Not bad, but it’s missing something… oh, right, he’s returning on April 1. So…

That seems about right.

We did enter his mug into a Sustainability competition at work on the grounds that it will far outlast a single-use cardboard mug for the coffee machine but for some reason we didn’t win. Harumph.


13
Mar 19

17th Century Resin?

So, y’know when you have an odd idea and you can’t be sure if it’s good or terrible?

The oak carving is going okay. But depressingly regularly, while cutting away the background, a piece of the foreground chips off.
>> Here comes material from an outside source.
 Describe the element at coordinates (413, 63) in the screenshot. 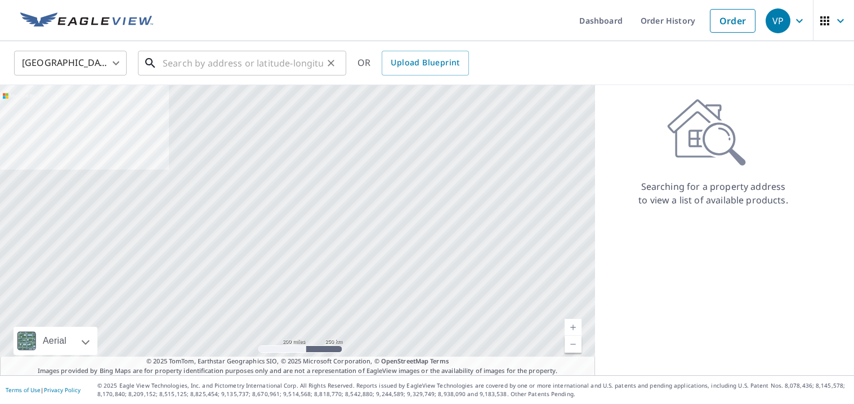

I see `div: OR` at that location.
Sometimes I can fix it with CA glue, sometimes I can soften out the edges so it looks like it was supposed to be rounded instead of oops-broke-a-bit, but I kept wondering about how well the box would hold up if it’s this chippy, and also while I like the way it looks, well, most of the appeal of this sort of stuff comes from the medullary rays and the lines of the grain you get when you rive oak, and the flatsawn stuff just isn’t as pretty.

And then I wondered, well, what if you carved a Peter Follansbee pattern, but then filled it with Peter Brown resin?
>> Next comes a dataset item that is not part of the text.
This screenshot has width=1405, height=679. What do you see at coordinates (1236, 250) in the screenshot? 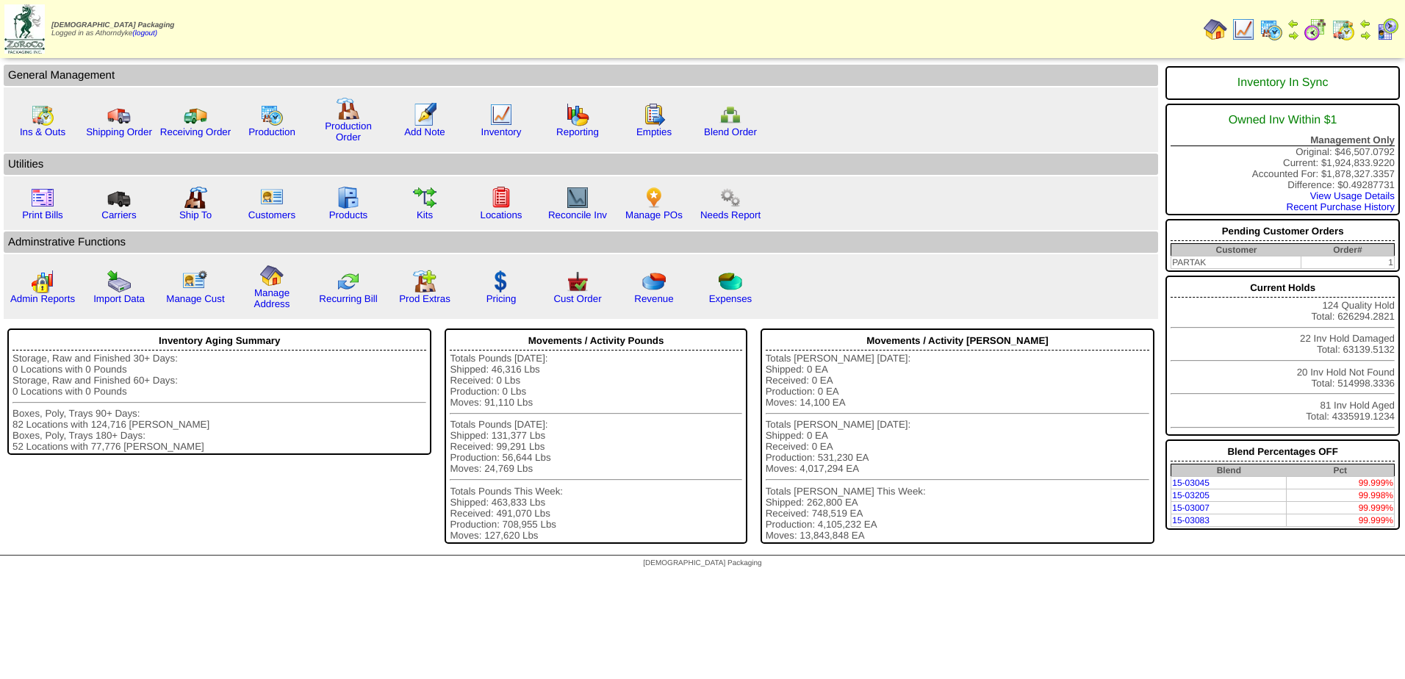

And I couldn’t decide if that was a great idea or a horrific one so I took an offcut, scratched in the pattern and spend a very hurried ten minutes hacking out the basics of the pattern and annoying myself that despite speeding through it, it came out better than some of my more careful attempts.

No, it’s not finished – in particular we’re only down to even close to depth on the right half of the pattern there. But the goal is to just test this idea and see if it’s truly awful. So I stopped here and mixed up some resin with some Crimson Guitars crimson dye (because there is actual historical precedent for this style of thing to be painted, mostly in red and blacks).
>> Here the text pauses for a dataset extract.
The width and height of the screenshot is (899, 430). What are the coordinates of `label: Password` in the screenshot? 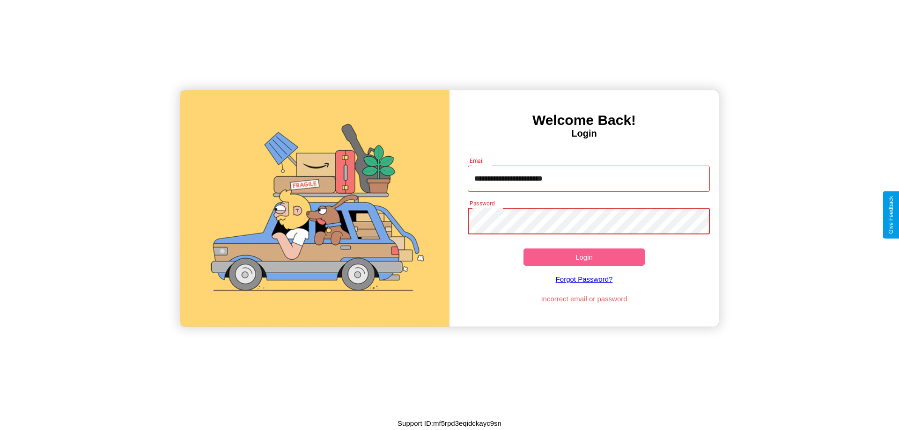 It's located at (482, 203).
I’m fairly sure digital scales in the 0.1g range were not common in 17th century New England, but neither was epoxy resin or a polio vaccine, so, y’know, I can live with it.

Two parts A to one part B by weight plus two drops of crimson stain and mix for a full minute to make up 60g of resin. And then pour.

It looks like a seriously impressive accident just happened.

I know it’s spilled over, that’s deliberate. If I don’t put in enough, the oak being porous soaks up enough resin that it dips below the surface and I’ll have to take it down too far afterwards to get a clean surface again. I’ll let this set then pour more resin over the top to get it all above the datum (and I’ll leave it clear so I can see what a clear resin looks like in some of those v-tool cuts as well; that might also be something to try.

I mean, yes, one’s had more work, but so far this isn’t convincing me it’s a massive improvement, but let’s just see.

So it cures for a few days and then today…

Yikes. Messy. I tried planing down the surface with the #05 but even on a light cut the resin chips and it’s just not viable. So sanding is needed and I only had a half hour so…

Repeat after me, “It’s only a test, it don’t mean a thing”

So that took off the excess and got back to an almost-flat surface (one part of the oak drank a lot more resin than even the second pour made up for). And then more sanding is needed to get an idea of what it could be if I did it right.

Wetsanding with micromesh up to 1200 grit (but not for a huge amount of time, only 30-40 seconds per grit) gives this.

For fits and giggles, add the linseed oil that you’d normally finish oak with:

And the transparent resin is interesting as well – you can see the pattern, but not feel it and the surface is smooth as glass.

The rushed beltsander is not the best tool here. It grinds the resin dust down into the pores of the oak and it’s nearly impossible to fix that. I need to think about that a bit to figure out what to do to prevent it or if it can be prevented at all. Maybe a #04 with a really really fine cut is an answer, I don’t know for sure. Maybe I should finish carving, seal the pores and then pour the resin.

Or, you know, maybe this is an absolutely terrible idea 😀 It certainly isn’t as good as a Follansbee, so maybe that’s why I’ve not seen this done before. Need to think about it a bit more.